A Great Soccer Tournament

Clarion Rating: 4 out of 5

A Michigan soccer team under the guidance of Coach Pedro visits Hemingway country on idyllic Walloon Lake and in the nearby town of Petoskey. They’re revved up for a tournament which will test their energy and reveal their disciplined footwork. The story is told from the viewpoint of a boy named Fred who appreciates the excitement of the games and the area’s pristine nature which he is later reluctant to leave behind. Fred says “Why is it that whenever you are having fun the time passes by very fast?”

The team hangs tough against in-state opponents. Parents and kids display sportsmanship and their experienced coach both instructs and supports. Fred takes the blame on behalf of the team when they give up goals because “…we were not marking the outside players as our coach had asked.” That line is the only assignment of fault in the consistently positive story. The book’s vocabulary is weighted toward superlatives and doesn’t vary tremendously but the repetitions are not problematic.

The illustrator has rendered the children somewhat representationally with black dot eyes and limited features. The Coach is drawn a couple gradations closer to realism with shallow facial wrinkles and a mole on his temple. The illustrations convey motion elation and disappointment as appropriate. The range of colors and the compositional elements of the images are right for the story and the lower/middle-elementary age of the target audience.

For a pre-dawn game “…cars turned on their lights in order for us to see where we were playing.” Murilo Pruner captures subtle details in the artificial mercury-vapor glow; shadows stretch and silhouettes of observers watch backlit from the vantage point of the hill’s crest. The lake appears much as it might have a hundred years ago when a young Ernest Hemingway whiled away summers at his grandparents’ lakeside cottage.

The authors’ first language is Portuguese but they acquit themselves in English well. Pedro Rita is a retired professional soccer player from Brazil. He’s coached a program in Ann Arbor Michigan since 1999 backed by a Master’s degree in physical education and a USSF A coaching license. Brazilian-born psychologist Susan Adam-Rita is currently a doctoral candidate at Wayne State University.

A Great Soccer Tournament is spot-on for positive message. It works to spur children’s participation in the sport and it could certainly encourage a few Up North getaways also. Goal!

Reviewed by Todd Mercer

Disclosure: This article is not an endorsement, but a review. The publisher of this book provided free copies of the book and paid a small fee to have their book reviewed by a professional reviewer. Foreword Reviews and Clarion Reviews make no guarantee that the publisher will receive a positive review. Foreword Magazine, Inc. is disclosing this in accordance with the Federal Trade Commission’s 16 CFR, Part 255.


**WHAT YOU NEED TO DO:** Gather each line containing the string "about" from these entries.

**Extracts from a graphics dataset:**
━━━━━━━━━━━━━━━━━━━━━━━━━━━━━━
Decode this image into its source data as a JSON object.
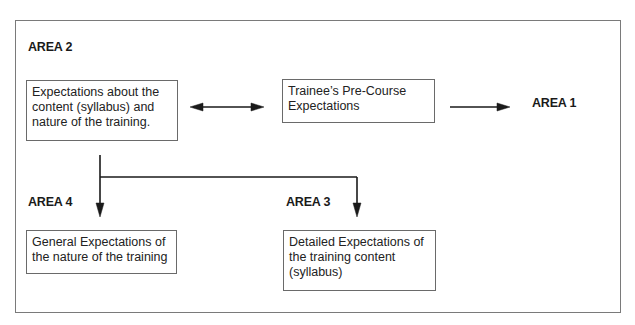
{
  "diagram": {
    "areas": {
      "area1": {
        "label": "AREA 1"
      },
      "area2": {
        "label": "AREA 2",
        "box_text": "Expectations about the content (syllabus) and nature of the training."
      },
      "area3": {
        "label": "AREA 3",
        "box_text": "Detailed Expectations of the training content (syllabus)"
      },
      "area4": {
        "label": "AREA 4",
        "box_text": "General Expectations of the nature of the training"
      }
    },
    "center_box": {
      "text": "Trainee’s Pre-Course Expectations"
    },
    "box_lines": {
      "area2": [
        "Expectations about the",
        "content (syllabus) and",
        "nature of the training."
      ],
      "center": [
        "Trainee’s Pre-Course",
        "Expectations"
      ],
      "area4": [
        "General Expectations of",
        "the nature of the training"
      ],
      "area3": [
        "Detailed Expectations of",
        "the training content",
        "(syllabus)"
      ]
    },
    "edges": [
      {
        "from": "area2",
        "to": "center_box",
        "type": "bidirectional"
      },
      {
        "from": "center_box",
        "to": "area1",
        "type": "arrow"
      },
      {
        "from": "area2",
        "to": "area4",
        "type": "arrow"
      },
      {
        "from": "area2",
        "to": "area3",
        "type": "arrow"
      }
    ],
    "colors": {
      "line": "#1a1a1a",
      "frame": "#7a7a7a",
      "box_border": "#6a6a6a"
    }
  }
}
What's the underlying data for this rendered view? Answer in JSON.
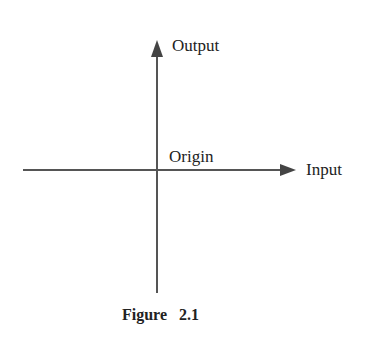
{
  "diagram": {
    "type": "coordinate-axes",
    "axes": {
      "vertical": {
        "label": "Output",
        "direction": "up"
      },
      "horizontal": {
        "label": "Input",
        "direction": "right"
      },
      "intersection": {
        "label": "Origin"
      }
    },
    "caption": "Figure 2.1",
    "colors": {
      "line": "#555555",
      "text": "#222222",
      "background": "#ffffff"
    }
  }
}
━━━━━━━━━━━━━━━━━━━━━━━━━━━━━━
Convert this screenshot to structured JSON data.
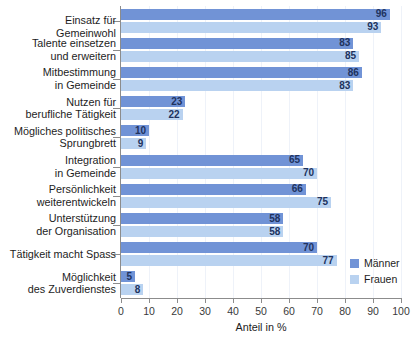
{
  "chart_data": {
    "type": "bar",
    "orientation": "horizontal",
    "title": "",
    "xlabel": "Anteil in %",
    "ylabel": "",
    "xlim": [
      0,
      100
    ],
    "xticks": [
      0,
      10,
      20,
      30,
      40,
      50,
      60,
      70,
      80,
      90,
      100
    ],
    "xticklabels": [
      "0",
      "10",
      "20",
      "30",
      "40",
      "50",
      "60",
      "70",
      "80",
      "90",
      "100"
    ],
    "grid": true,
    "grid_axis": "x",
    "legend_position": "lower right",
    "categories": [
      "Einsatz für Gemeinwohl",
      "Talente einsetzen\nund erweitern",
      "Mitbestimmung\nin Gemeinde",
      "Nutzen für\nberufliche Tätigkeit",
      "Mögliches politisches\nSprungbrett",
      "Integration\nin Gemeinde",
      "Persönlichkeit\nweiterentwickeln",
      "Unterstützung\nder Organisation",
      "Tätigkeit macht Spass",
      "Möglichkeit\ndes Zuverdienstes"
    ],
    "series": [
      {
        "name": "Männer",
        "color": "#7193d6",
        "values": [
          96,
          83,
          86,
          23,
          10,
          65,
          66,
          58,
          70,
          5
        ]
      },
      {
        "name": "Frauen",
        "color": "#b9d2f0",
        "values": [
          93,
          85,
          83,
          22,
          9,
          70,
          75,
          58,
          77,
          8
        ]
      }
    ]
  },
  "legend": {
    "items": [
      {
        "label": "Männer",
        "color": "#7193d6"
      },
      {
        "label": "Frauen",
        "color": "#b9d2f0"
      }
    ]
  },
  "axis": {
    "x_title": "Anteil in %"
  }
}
━━━━━━━━━━━━━━━━━━━━━━━━━━━━━━
**SOLVED PROBLEM:**
        "box_text": "Expectations about the content (syllabus) and nature of the training."
        "Expectations about the",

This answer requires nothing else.